Chronicles of the Second Global War is a series of espionage stories set in the present day but in an alternate reality beset by a war that is destabilizing the entire planet. The Problems of Vernon Tevis is a crime/noir series about a world-travelling fixer for an international prostitution ring. The Superstar Dossier is a metafictional mosaic of documents set in a world brimming with superheroes, exploring the superhero genre’s vast history.

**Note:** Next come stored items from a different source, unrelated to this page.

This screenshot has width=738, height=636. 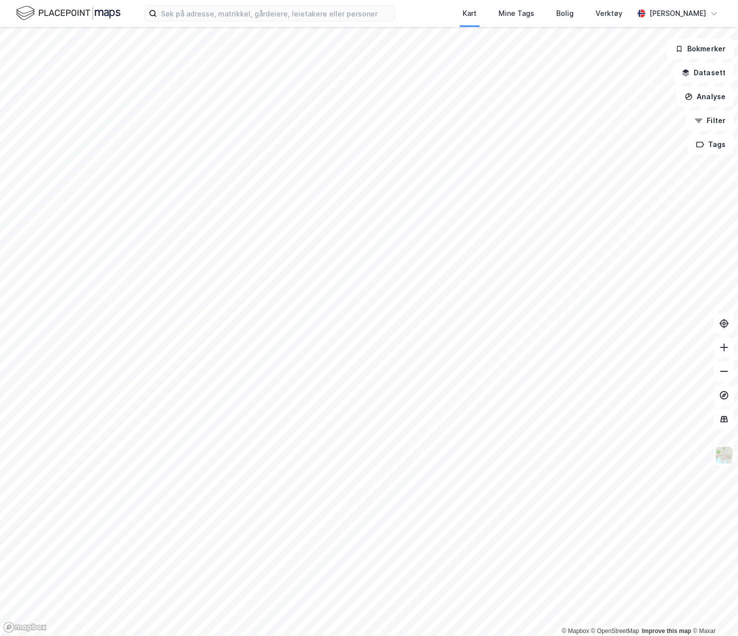 What do you see at coordinates (25, 627) in the screenshot?
I see `a: Mapbox homepage` at bounding box center [25, 627].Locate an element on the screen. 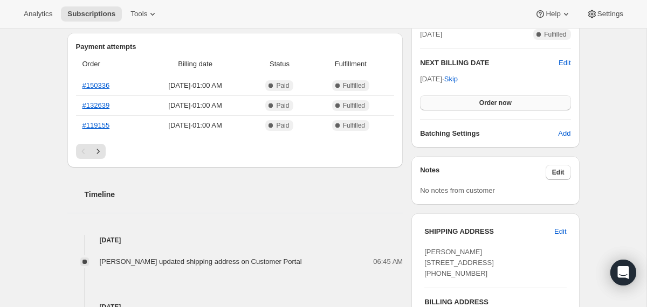 Image resolution: width=647 pixels, height=307 pixels. h2: Payment attempts is located at coordinates (235, 47).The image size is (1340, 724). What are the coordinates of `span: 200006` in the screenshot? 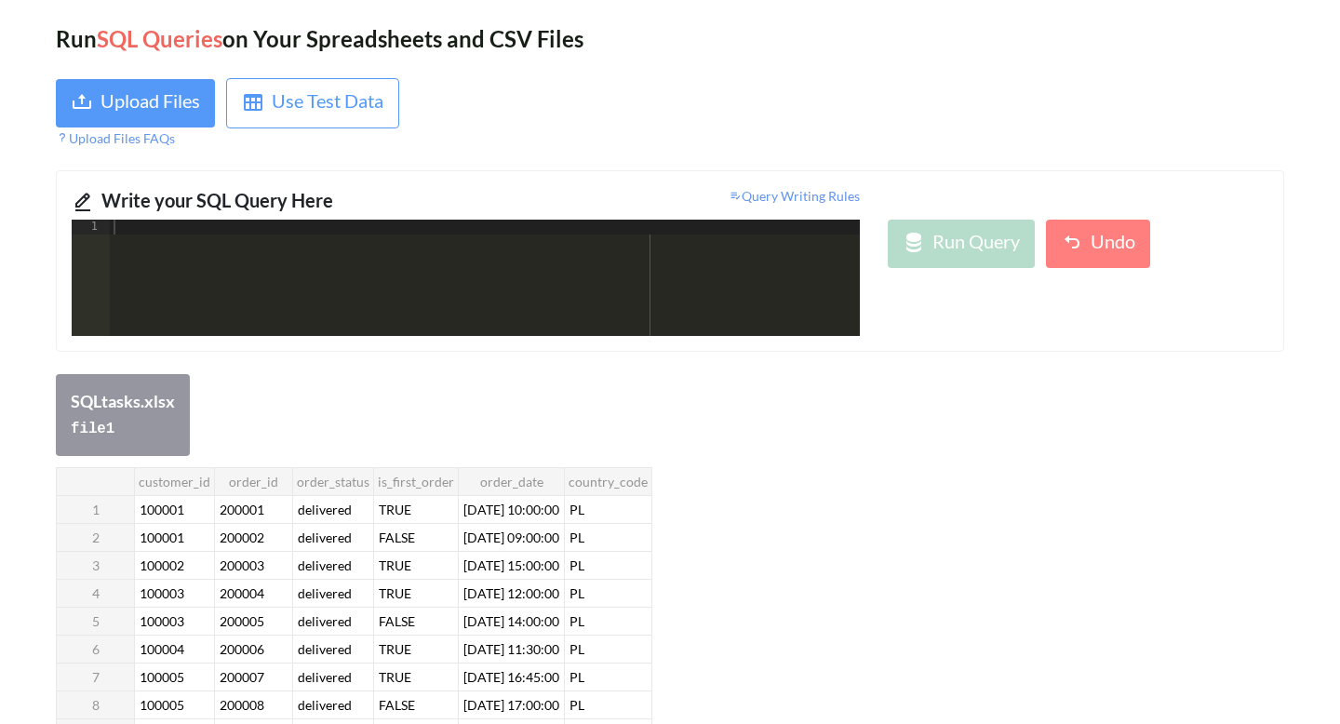 It's located at (242, 649).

All of these are in various stages of development, and episodes from each mosaic have already appeared in magazines and anthologies.

Ancona 2019

This week I have two events in Ancona, Italy, promoting the release of Sognando Venera from Watson Edizione:

  • presentation at Paspartu Pub Birreria Ancona, hosted by Pelagio d’Afro, 15 October, 21:30
  • recording an interview at Radio Incredibile, with Enrico Romeo, 16 October

Stranimondi schedule

My schedule at Stranimondi 2019 in Milan, where I will be presenting Sognando Venera (Watson Edizioni), the Italian translation of Venera Dreams: A Weird Entertainment.

Saturday, 12 October 2019

11:00-11:30, Sala presentazione

  • Nuovo fantasy italiano: tutto un mondo da riscoprire (Watson Edizioni) — Watson Edizioni presents its new titles and authors, including a presentation of Sognando Venera

15:00-16:00, Sala incontri

  • Incontro con Anders Fager e Claude Lalumière: Anders Fager & I are interviewed by Andrea Vaccaro, publisher of Hypnos

16:00-16:30, Salone

  • autograph session

 

World Science Fiction #1

Francesco Verso of Future Fiction has assembled the anthology World Science Fiction #1: Visions to Preserve the Biodiversity of the Future. The book is launching at Worldcon Dublin 2019, on Sarturday, 17 August, 12:30-13:30, Warehouse 2 (WH2), first floor, Point Square. The anthology reprints my 2002 story “The Ethical Treatment of Meat”, and I’ll be there for the launch in Dublin.